Roast chicken – among other butter-bathed foods – came up frequently during Alex Witchel’s interview with Ina Garten (aka: The Barefoot Contessa) during the New York Times Arts&Leisure Weekend. The Saturday evening event, tantalizingly, was likely the series’s most hunger-inducing session.
In addition to showing torturous clips from her latest Food Network show, "How Easy Is That?," Garten discussed the process behind her many mouth-watering recipes.
“I’m not a great cook but Iknow what people want to eat,” she explained.
She usually has “a flavor in my head and a texture” and will test recipes anywhere from 3-25 times until she gets that “little ping that says: that’s it!”
Garten admitted that, despite the title of her new show and eponymous book, cooking isn’t easy. Her motto may be “keep it simple,” but, she confessed: “if you think it’s easy to make things simple, it’s not.” She even daintily dropped the S-bomb a couple times when explaining how she has been known to mess up in the kitchen.
The route Garten took to becoming a famous cook wasn’t exactly simple either.
“I never even expected to work,” Garten said. “What do you grow up to be if you’ve never thought about it?” she asked.
She spent four years as a budget analyst in the Ford White House but soon got frustrated.
“I saw that nothing happens,” she said. “You’d work on a $20 billion budget and nothing happened.”
So when Garten saw an ad announcing that the Barefoot Contessa, a Hamptons specialty food store, was for sale, she jumped on it. Thirty-some years later, she is a best-selling author of seven cookbooks and a Food Network star. She even sanctioned Tina Fey’s request that she make a hilarious cameo of sorts on 30 Rock earlier this season.
Witchel asked Garten about how she got interested in food in the first place:
“Many people choose professions to work out certain issues,” Garten said. Discussing her nutritionist mother, she quoted Julia Child: “I never knew a nutritionist who enjoys good food.” Garten’s mother “saw food as medicine: eat this, because it’s good for you. It never occurred to her that it could taste good…there were no potatoes, no sugar, no bread, no dessert.”
“I think I was probably hungry when I was a kid,” Garten admitted. “But I’ve made up for it. I’m having a ball.”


* **What the task asks**:
How many lines in the records below contain the word "demand"? Answer with the number and nothing else.

[Extracts from a graphics dataset]
┏━━
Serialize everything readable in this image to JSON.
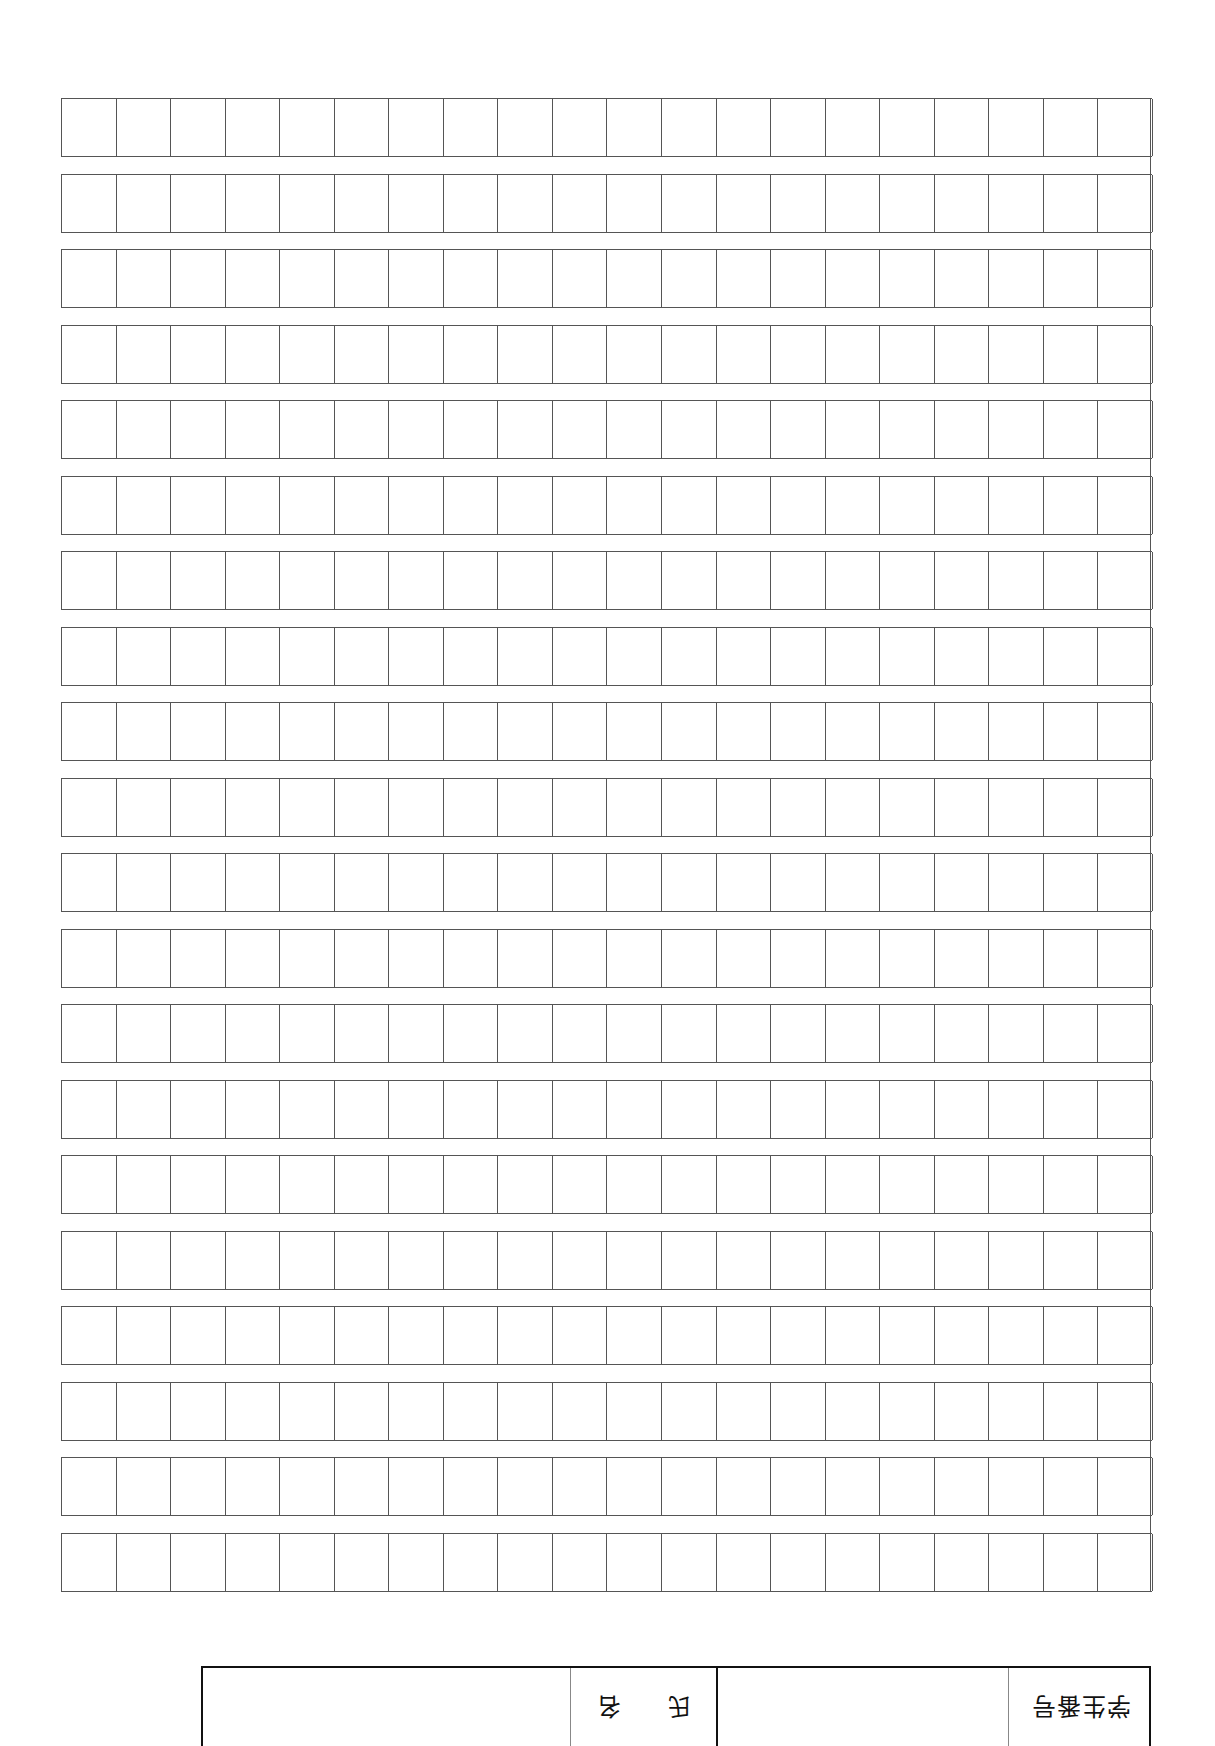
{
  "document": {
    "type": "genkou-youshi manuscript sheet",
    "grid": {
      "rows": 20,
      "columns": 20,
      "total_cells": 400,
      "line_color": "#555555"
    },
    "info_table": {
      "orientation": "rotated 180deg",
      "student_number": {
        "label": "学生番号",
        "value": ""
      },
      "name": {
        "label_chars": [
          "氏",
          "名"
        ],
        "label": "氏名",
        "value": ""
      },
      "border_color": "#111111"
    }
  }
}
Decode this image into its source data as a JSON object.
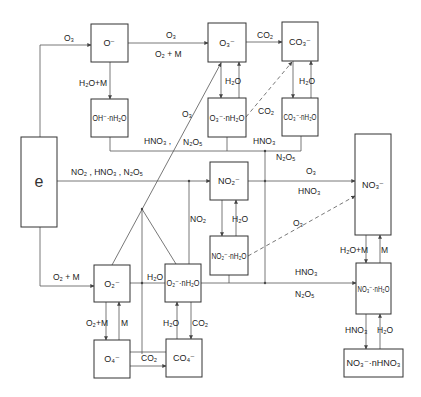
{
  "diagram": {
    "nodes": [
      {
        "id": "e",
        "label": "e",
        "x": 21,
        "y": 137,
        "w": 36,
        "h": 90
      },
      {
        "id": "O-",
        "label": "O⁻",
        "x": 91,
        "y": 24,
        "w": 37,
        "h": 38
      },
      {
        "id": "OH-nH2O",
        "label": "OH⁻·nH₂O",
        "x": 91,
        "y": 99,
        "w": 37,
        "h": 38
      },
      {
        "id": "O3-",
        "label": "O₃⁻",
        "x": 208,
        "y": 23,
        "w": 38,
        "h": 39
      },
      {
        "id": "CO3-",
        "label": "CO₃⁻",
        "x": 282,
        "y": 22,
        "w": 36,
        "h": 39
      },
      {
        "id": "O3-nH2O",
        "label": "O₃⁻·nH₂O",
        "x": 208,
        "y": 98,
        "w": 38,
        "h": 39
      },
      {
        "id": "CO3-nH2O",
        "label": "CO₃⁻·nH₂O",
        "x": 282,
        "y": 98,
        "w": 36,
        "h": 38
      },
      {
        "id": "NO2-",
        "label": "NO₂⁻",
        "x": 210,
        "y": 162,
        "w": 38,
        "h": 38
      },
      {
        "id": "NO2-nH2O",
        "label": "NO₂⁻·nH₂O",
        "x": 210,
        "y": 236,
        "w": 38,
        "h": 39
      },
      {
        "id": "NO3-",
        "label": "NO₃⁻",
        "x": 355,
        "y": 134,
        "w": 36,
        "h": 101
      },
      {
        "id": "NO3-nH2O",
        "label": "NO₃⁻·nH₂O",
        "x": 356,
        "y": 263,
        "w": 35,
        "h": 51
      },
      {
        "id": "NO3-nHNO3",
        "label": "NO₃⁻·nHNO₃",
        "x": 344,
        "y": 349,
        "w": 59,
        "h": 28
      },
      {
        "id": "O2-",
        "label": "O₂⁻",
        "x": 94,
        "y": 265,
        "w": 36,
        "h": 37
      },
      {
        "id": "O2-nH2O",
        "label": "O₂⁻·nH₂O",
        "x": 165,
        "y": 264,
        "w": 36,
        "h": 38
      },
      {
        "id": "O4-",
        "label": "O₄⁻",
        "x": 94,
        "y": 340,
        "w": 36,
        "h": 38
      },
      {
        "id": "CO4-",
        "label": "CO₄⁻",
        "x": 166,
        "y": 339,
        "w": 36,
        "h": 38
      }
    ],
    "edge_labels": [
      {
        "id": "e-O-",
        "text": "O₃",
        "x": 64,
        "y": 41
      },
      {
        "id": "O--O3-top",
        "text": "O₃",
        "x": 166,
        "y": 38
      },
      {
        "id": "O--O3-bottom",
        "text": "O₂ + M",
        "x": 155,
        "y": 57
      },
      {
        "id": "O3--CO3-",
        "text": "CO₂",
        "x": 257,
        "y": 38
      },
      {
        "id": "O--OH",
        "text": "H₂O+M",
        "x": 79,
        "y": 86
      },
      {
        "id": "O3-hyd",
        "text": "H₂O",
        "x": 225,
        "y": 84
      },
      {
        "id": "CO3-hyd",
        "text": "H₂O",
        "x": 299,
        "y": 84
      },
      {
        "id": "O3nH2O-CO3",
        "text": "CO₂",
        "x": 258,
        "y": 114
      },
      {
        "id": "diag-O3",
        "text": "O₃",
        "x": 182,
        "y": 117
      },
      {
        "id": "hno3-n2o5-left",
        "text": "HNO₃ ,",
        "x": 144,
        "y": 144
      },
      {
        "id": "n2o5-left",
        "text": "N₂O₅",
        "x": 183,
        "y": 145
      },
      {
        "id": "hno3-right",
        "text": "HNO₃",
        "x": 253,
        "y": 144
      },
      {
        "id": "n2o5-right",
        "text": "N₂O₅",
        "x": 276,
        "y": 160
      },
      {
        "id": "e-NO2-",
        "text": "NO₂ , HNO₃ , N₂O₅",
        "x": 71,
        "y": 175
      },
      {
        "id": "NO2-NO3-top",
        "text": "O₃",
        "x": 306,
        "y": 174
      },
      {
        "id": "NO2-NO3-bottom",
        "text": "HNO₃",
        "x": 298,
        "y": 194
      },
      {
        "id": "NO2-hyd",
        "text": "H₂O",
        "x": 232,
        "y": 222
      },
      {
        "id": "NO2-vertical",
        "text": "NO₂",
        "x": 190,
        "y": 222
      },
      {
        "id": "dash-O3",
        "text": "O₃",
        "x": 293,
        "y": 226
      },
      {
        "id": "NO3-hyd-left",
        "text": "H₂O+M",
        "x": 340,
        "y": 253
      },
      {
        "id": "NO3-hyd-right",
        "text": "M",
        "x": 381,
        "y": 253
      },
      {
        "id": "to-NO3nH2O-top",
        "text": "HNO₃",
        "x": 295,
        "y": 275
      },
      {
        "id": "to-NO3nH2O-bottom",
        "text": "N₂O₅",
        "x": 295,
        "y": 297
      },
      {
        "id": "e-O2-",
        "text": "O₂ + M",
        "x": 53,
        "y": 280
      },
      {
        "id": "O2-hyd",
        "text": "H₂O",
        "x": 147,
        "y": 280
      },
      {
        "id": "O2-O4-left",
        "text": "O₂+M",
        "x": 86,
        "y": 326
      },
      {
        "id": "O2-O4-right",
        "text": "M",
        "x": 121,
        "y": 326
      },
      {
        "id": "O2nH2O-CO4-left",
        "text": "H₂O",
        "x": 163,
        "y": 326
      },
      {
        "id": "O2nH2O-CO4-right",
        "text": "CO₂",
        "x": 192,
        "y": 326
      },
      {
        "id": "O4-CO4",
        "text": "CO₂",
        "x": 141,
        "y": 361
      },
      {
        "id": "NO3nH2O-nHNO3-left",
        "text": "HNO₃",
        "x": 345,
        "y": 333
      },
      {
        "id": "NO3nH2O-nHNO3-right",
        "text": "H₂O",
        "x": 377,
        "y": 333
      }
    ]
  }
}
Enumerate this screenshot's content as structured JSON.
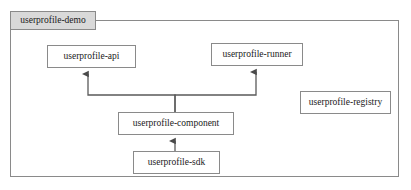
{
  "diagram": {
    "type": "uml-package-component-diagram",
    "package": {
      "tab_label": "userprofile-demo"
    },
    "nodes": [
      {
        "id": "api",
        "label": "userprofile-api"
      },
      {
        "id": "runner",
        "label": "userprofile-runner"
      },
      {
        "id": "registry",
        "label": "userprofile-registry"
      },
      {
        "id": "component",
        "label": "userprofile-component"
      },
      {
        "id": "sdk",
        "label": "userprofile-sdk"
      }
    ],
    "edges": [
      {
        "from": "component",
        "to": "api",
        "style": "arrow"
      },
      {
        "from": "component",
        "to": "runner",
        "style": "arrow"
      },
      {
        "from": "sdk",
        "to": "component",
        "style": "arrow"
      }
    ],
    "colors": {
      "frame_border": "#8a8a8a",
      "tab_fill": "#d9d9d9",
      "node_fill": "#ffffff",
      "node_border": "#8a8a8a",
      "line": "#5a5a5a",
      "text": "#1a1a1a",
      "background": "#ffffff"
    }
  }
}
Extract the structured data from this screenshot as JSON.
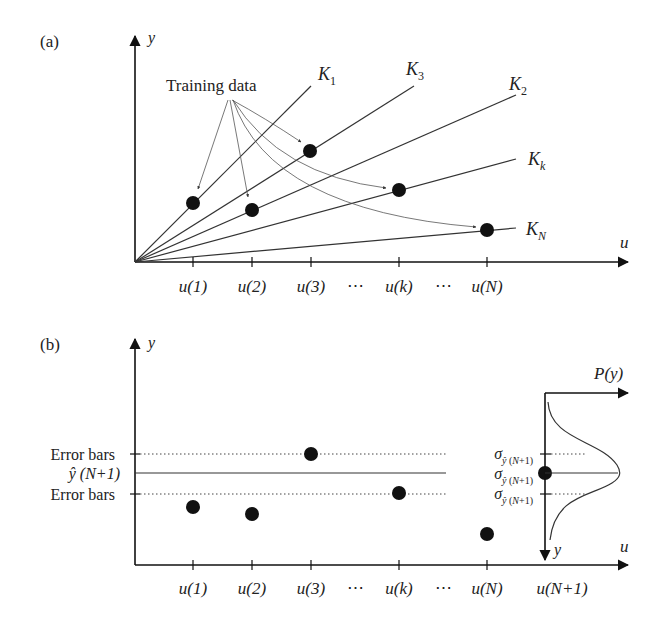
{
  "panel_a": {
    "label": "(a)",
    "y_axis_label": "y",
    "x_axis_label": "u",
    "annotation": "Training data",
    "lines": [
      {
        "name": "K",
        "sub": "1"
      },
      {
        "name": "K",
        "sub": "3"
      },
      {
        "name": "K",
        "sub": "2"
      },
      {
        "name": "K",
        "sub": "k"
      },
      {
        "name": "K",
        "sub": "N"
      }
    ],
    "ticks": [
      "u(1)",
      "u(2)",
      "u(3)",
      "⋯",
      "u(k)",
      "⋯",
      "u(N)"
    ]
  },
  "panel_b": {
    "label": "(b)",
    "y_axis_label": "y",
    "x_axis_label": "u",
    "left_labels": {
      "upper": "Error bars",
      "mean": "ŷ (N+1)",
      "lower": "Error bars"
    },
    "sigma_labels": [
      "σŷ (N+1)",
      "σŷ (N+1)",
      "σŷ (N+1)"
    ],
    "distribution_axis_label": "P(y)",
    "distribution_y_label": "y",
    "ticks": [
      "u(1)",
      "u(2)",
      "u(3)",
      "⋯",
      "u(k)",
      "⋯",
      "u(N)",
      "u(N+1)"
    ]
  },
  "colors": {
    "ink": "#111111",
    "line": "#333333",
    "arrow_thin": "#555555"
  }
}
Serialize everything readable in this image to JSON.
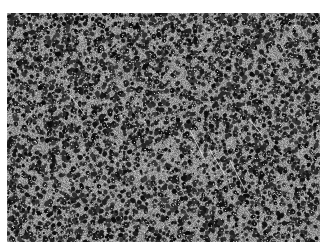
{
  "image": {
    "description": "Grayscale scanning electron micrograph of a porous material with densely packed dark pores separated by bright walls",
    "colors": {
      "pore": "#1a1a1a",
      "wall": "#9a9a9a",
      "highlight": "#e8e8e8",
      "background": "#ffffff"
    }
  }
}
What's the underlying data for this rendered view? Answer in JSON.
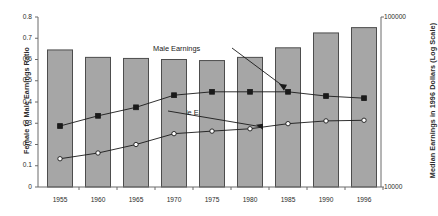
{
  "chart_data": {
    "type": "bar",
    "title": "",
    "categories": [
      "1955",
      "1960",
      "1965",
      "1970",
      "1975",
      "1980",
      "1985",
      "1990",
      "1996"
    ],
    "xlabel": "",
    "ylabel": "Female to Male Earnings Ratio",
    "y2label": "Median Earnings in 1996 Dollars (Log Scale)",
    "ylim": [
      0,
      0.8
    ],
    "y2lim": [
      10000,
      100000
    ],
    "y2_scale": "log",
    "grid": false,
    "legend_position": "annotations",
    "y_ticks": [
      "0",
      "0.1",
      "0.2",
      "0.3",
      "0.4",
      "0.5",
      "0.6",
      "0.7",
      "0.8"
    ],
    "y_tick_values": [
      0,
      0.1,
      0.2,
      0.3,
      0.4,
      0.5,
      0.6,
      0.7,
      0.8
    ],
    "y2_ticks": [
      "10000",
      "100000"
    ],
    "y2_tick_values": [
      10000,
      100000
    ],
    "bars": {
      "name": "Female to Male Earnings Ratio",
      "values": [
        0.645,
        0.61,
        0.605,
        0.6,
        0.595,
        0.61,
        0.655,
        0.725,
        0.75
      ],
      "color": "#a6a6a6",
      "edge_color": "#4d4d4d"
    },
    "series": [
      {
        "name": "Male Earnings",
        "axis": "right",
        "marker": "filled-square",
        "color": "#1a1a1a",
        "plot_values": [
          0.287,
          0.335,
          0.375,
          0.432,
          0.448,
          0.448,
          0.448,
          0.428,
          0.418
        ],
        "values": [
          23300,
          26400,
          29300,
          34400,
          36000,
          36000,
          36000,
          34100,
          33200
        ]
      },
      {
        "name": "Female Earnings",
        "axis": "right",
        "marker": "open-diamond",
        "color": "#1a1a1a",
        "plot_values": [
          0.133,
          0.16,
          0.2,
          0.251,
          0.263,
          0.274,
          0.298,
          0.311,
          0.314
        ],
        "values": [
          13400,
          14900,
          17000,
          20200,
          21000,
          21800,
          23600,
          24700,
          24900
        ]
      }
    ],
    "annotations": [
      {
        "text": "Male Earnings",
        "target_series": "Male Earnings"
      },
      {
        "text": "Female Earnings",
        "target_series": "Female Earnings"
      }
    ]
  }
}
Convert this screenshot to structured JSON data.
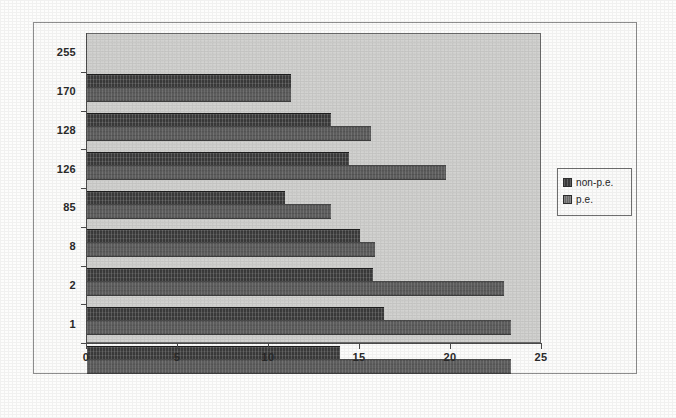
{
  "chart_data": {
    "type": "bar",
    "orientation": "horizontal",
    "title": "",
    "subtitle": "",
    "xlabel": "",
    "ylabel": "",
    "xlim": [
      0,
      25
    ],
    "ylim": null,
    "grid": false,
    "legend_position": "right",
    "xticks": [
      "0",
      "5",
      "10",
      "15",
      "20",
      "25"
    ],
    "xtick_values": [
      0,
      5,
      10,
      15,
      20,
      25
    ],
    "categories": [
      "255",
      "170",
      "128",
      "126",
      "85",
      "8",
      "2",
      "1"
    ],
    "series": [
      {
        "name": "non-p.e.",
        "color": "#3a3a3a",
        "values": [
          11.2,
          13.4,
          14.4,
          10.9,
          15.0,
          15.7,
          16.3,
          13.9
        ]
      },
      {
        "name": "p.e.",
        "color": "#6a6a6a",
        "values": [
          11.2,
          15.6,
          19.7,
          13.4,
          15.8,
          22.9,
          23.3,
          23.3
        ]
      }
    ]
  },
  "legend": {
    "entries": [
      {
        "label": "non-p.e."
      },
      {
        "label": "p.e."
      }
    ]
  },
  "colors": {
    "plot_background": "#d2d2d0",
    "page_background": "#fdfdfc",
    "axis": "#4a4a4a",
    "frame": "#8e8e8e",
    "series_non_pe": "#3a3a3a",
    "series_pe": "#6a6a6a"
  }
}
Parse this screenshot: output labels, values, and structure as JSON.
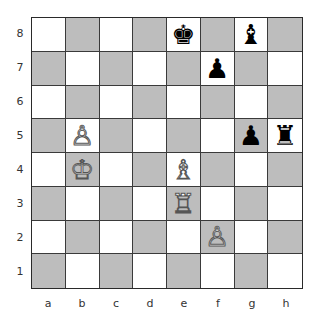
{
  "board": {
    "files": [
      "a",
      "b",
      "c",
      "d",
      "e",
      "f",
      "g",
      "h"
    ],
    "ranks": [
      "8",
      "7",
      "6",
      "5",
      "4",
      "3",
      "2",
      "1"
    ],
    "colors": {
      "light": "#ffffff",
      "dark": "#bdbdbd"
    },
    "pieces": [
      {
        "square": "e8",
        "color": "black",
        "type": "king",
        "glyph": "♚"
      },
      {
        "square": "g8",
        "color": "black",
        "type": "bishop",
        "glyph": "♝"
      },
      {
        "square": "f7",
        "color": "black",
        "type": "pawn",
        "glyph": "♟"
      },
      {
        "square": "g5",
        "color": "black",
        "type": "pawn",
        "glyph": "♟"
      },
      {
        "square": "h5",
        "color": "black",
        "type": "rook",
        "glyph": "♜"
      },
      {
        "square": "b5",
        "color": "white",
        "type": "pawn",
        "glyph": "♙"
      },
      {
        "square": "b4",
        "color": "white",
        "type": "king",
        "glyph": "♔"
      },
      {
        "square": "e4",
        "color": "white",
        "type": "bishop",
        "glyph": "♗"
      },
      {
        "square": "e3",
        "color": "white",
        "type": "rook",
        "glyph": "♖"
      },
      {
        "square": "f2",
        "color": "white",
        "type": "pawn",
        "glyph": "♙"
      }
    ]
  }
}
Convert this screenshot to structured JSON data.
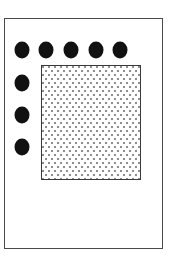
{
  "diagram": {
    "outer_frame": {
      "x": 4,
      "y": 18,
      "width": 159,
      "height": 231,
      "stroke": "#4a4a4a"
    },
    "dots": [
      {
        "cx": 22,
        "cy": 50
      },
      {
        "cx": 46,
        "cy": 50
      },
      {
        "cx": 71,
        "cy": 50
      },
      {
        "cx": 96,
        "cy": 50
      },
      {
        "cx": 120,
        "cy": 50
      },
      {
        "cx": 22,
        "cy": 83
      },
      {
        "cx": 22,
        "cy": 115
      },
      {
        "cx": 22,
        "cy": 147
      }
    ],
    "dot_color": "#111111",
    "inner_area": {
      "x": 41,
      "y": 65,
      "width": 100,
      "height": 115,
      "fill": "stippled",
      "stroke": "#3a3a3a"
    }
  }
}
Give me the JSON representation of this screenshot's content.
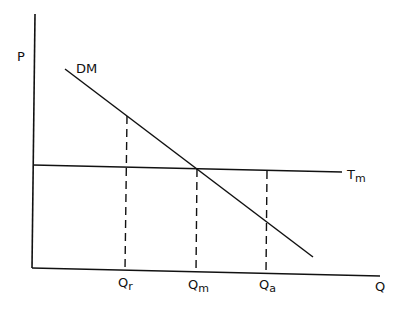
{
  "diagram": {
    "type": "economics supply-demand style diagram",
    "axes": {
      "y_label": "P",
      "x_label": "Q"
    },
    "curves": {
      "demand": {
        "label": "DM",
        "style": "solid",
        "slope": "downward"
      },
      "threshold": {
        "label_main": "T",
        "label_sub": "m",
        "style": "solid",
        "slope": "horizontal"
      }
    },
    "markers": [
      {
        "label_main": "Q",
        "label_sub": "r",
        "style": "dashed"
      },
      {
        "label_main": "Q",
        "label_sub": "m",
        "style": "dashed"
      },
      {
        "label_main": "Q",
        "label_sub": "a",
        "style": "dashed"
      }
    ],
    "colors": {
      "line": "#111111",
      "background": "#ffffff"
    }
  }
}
┗━━
* **Written response**:
2